Isabella Rossellini—“This Idea of Youth as an Absolute, Universal Value Just Induces a Sense of Exclusion and Margination.”

Going back to your successful modeling career, after the mid ’90s you almost stopped working.

In 1983 I landed a beauty contract with Lancôme, which ended abruptly after 10 years in 1993. It wasn’t me who stopped working, it was the system, the beauty and fashion industry, that basically dumped me! Lancôme obviously took the flack for not renewing my contract, but even if I had wanted to continue working, no one wanted me anymore. Lancôme dumped me because the management believed that advertising is about dreams, and in their opinion women dream of being eternally young, so a 40 years old woman cannot represent that dream. So they said goodbye and thank you. Talking to my friends, I was asking them, “Do you really dream about forever being a 20-year-old girl?” And their answer was, “Absolutely not!” I don’t understand how Lancôme managed market research really… but probably it was just biased cultural ageism, a punitive culture mindset for which it seemed impossible to represent “a dream” at 40. Lancôme called me back [later] though.
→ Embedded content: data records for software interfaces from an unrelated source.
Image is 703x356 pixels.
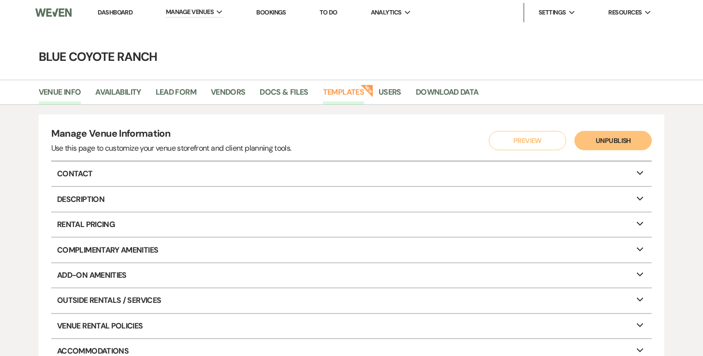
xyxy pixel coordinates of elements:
strong: New [360,84,374,97]
div: Use this page to customize your venue storefront and client planning tools. [51,143,291,154]
a: Preview [486,131,564,150]
a: To Do [320,8,337,16]
p: Complimentary Amenities [51,238,652,262]
p: Venue Rental Policies [51,314,652,338]
a: Docs & Files [260,86,308,104]
p: Contact [51,162,652,186]
p: Description [51,187,652,211]
h4: Manage Venue Information [51,127,291,143]
button: Unpublish [574,131,652,150]
a: Templates [323,86,364,104]
a: Lead Form [156,86,196,104]
p: Rental Pricing [51,213,652,237]
a: Users [379,86,401,104]
span: Settings [539,8,566,17]
a: Download Data [416,86,479,104]
img: Weven Logo [35,2,72,23]
h4: Blue Coyote Ranch [3,48,699,65]
a: Bookings [256,8,286,16]
span: Analytics [371,8,402,17]
p: Outside Rentals / Services [51,289,652,313]
a: Vendors [211,86,246,104]
a: Dashboard [98,8,132,16]
span: Resources [608,8,641,17]
p: Add-On Amenities [51,263,652,288]
button: Preview [489,131,566,150]
span: Manage Venues [166,7,214,17]
a: Venue Info [39,86,81,104]
a: Availability [95,86,141,104]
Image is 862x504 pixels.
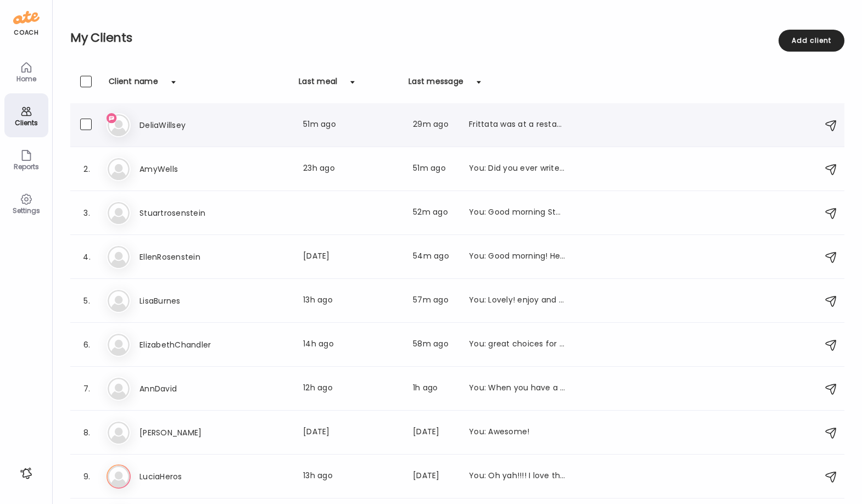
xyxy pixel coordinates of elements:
div: 23h ago [303,162,400,176]
div: 13h ago [303,294,400,308]
div: 4. [80,250,93,264]
div: 1h ago [413,382,456,395]
div: 58m ago [413,338,456,351]
div: Reports [6,163,46,170]
div: Last meal [299,76,337,93]
div: You: When you have a baked potato - the skin is where most of the fiber is so if you enjoy the ta... [469,382,566,395]
div: 5. [80,294,93,308]
div: 7. [80,382,93,395]
div: You: Oh yah!!!! I love them too!! [469,470,566,483]
div: Settings [6,207,46,214]
h3: DeliaWillsey [140,118,236,132]
h3: ElizabethChandler [140,338,236,351]
div: 54m ago [413,250,456,264]
h3: [PERSON_NAME] [140,426,236,439]
h3: AmyWells [140,162,236,176]
div: Add client [778,30,844,52]
div: [DATE] [413,426,456,439]
h3: LuciaHeros [140,470,236,483]
div: Last message [408,76,463,93]
div: [DATE] [303,426,400,439]
div: 13h ago [303,470,400,483]
div: 57m ago [413,294,456,308]
div: [DATE] [303,250,400,264]
div: You: Lovely! enjoy and safe travels. [469,294,566,308]
div: 9. [80,470,93,483]
div: You: Good morning Stu! I would love to see some interaction here! How are you finding following y... [469,206,566,220]
h2: My Clients [70,30,844,46]
h3: EllenRosenstein [140,250,236,264]
div: 2. [80,162,93,176]
h3: AnnDavid [140,382,236,395]
div: 29m ago [413,118,456,132]
div: 6. [80,338,93,351]
h3: Stuartrosenstein [140,206,236,220]
img: ate [13,9,40,26]
div: 51m ago [413,162,456,176]
div: Client name [109,76,158,93]
div: You: Good morning! Here we are starting week 2 of the Method! What was one win for the weekend wh... [469,250,566,264]
div: 3. [80,206,93,220]
div: 52m ago [413,206,456,220]
div: 51m ago [303,118,400,132]
div: You: Awesome! [469,426,566,439]
div: You: great choices for energy [469,338,566,351]
div: 12h ago [303,382,400,395]
div: Clients [6,119,46,126]
div: 14h ago [303,338,400,351]
div: 8. [80,426,93,439]
div: You: Did you ever write or video a testimonial for SWW? if not, i think this is the PERFECT time ... [469,162,566,176]
div: Home [6,76,46,82]
div: Frittata was at a restaurant. Berries were on a different day from the spike. [469,118,566,132]
div: [DATE] [413,470,456,483]
h3: LisaBurnes [140,294,236,308]
div: coach [14,28,38,37]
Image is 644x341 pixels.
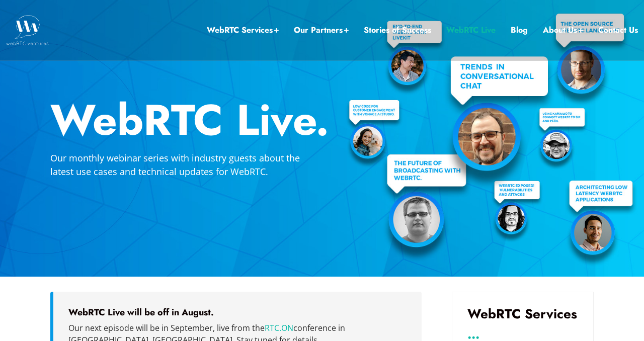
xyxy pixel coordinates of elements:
a: Contact Us [598,23,638,37]
a: Our Partners [294,23,348,37]
h2: WebRTC Live. [50,98,594,141]
p: Our monthly webinar series with industry guests about the latest use cases and technical updates ... [50,151,322,178]
img: WebRTC.ventures [6,15,49,45]
h3: ... [467,330,578,338]
h5: WebRTC Live will be off in August. [68,307,406,318]
a: Stories of Success [363,23,431,37]
a: About Us [542,23,583,37]
h3: WebRTC Services [467,307,578,320]
a: RTC.ON [264,322,293,333]
a: WebRTC Live [446,23,496,37]
a: WebRTC Services [207,23,279,37]
a: Blog [511,23,527,37]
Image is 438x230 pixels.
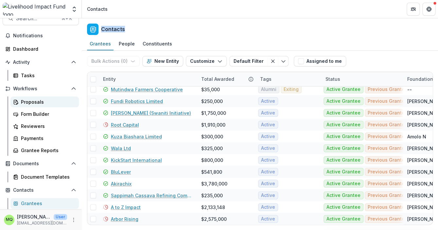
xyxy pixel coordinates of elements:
div: Status [322,72,404,86]
div: Total Awarded [197,72,256,86]
div: $35,000 [201,86,220,93]
span: Active Grantee [327,205,361,210]
a: Mutindwa Farmers Cooperative [111,86,183,93]
span: Active Grantee [327,122,361,128]
span: Notifications [13,33,76,39]
button: Open Contacts [3,185,79,195]
span: Previous Grantee [368,216,408,222]
button: Assigned to me [294,56,346,66]
div: Payments [21,135,74,142]
div: Entity [99,76,120,83]
div: Entity [99,72,197,86]
span: Previous Grantee [368,193,408,198]
span: Active Grantee [327,87,361,92]
div: Tags [256,72,322,86]
div: $235,000 [201,192,223,199]
div: Contacts [87,6,108,12]
div: Grantee Reports [21,147,74,154]
a: People [116,38,138,50]
button: Default Filter [229,56,268,66]
button: Get Help [423,3,436,16]
span: Previous Grantee [368,122,408,128]
div: Grantees [21,200,74,207]
span: Active [261,134,275,139]
div: Maica Quitain [6,218,13,222]
button: Open Documents [3,158,79,169]
span: Active Grantee [327,99,361,104]
span: Active Grantee [327,146,361,151]
a: Grantees [10,198,79,209]
span: Active [261,146,275,151]
span: Contacts [13,188,68,193]
a: BluLever [111,169,131,175]
div: $2,133,148 [201,204,225,211]
span: Active [261,193,275,198]
div: $250,000 [201,98,223,105]
div: Form Builder [21,111,74,118]
button: New Entity [142,56,183,66]
span: Exiting [284,87,299,92]
span: Active [261,110,275,116]
div: Dashboard [13,46,74,52]
img: Livelihood Impact Fund logo [3,3,67,16]
div: $2,575,000 [201,216,227,223]
span: Active [261,122,275,128]
p: User [54,214,67,220]
div: Constituents [140,39,175,48]
a: Reviewers [10,121,79,132]
a: Sappimah Cassava Refining Company [111,192,193,199]
a: Proposals [10,97,79,107]
span: Active [261,216,275,222]
p: [PERSON_NAME] [17,213,51,220]
span: Active Grantee [327,216,361,222]
span: Previous Grantee [368,181,408,187]
div: -- [408,86,412,93]
button: Notifications [3,30,79,41]
a: Dashboard [3,44,79,54]
span: Previous Grantee [368,205,408,210]
span: Previous Grantee [368,146,408,151]
span: Active Grantee [327,110,361,116]
div: Document Templates [21,174,74,180]
a: Form Builder [10,109,79,119]
span: Active [261,169,275,175]
div: $800,000 [201,157,223,164]
a: Document Templates [10,172,79,182]
a: [PERSON_NAME] (Swaniti Initiative) [111,110,191,117]
a: Akirachix [111,180,132,187]
span: Activity [13,60,68,65]
button: Search... [3,12,79,25]
div: Amolo N [408,133,427,140]
a: Payments [10,133,79,144]
span: Active Grantee [327,157,361,163]
div: ⌘ + K [60,15,73,22]
a: Arbor Rising [111,216,138,223]
span: Active Grantee [327,134,361,139]
div: Tasks [21,72,74,79]
span: Alumni [261,87,277,92]
button: Clear filter [268,56,278,66]
a: KickStart International [111,157,162,164]
button: Open Activity [3,57,79,67]
a: Tasks [10,70,79,81]
a: Kuza Biashara Limited [111,133,162,140]
span: Previous Grantee [368,134,408,139]
span: Active [261,181,275,187]
a: Grantees [87,38,114,50]
button: Customize [186,56,227,66]
button: Open Workflows [3,83,79,94]
div: $325,000 [201,145,223,152]
span: Active [261,205,275,210]
span: Active Grantee [327,193,361,198]
a: Fundi Robotics Limited [111,98,163,105]
h2: Contacts [101,26,125,32]
div: Total Awarded [197,76,238,83]
div: $3,780,000 [201,180,228,187]
span: Active Grantee [327,169,361,175]
span: Active Grantee [327,181,361,187]
a: Root Capital [111,121,139,128]
span: Previous Grantee [368,87,408,92]
button: More [70,216,78,224]
span: Previous Grantee [368,99,408,104]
It must’ve been such a sweet revenge. Do you think that the cultural landscape has changed, allowing for more diverse and open-minded choices ?

Yes, I think it has—but who knows? Here at the Pucci show I met with longtime friends Christy and Eva, and it was such a happy reunion, but we were asking ourselves: Are we here because it’s just a flash, a fad of the moment, and then we all will go back to the dominant paradigm of willowy, skinny 20-year-olds? Who knows, it’s impossible to predict, but we’re glad to be here, it feels vital and optimistic. When I look at fashion or beauty, I want to be inspired by an idea of elegance and refinement that appeals to any age, while on the pages of Vogue or other publications I only see very young women—what’s offered are garments I cannot possibly wear. Too transparent, too revealing, too risqué. So I’ve looked for inspiration to what elegant women of the past were wearing at my age—Maria Callas, Jackie Onassis, my mother. To see what influenced their choices, and how they navigated the often impossible task to dress appropriately and elegantly for your age or body type. I couldn’t find any realistic indication in magazines. Looking at magazines felt somehow like leafing through a catalog of impossibly beautiful objects d’art—gorgeous but abstract, distant. There was nothing that represented me. Now it’s slightly changing, in shows I’m seeing gorgeous bodies whose imperfections are accepted as part of their charm. It’s an encouraging moment—I hope it will last.

Video: Courtesy of Vogue Social

Yes, we all hope that culture at large will embrace inclusivity as an enduring, long lasting, deep-rooted value.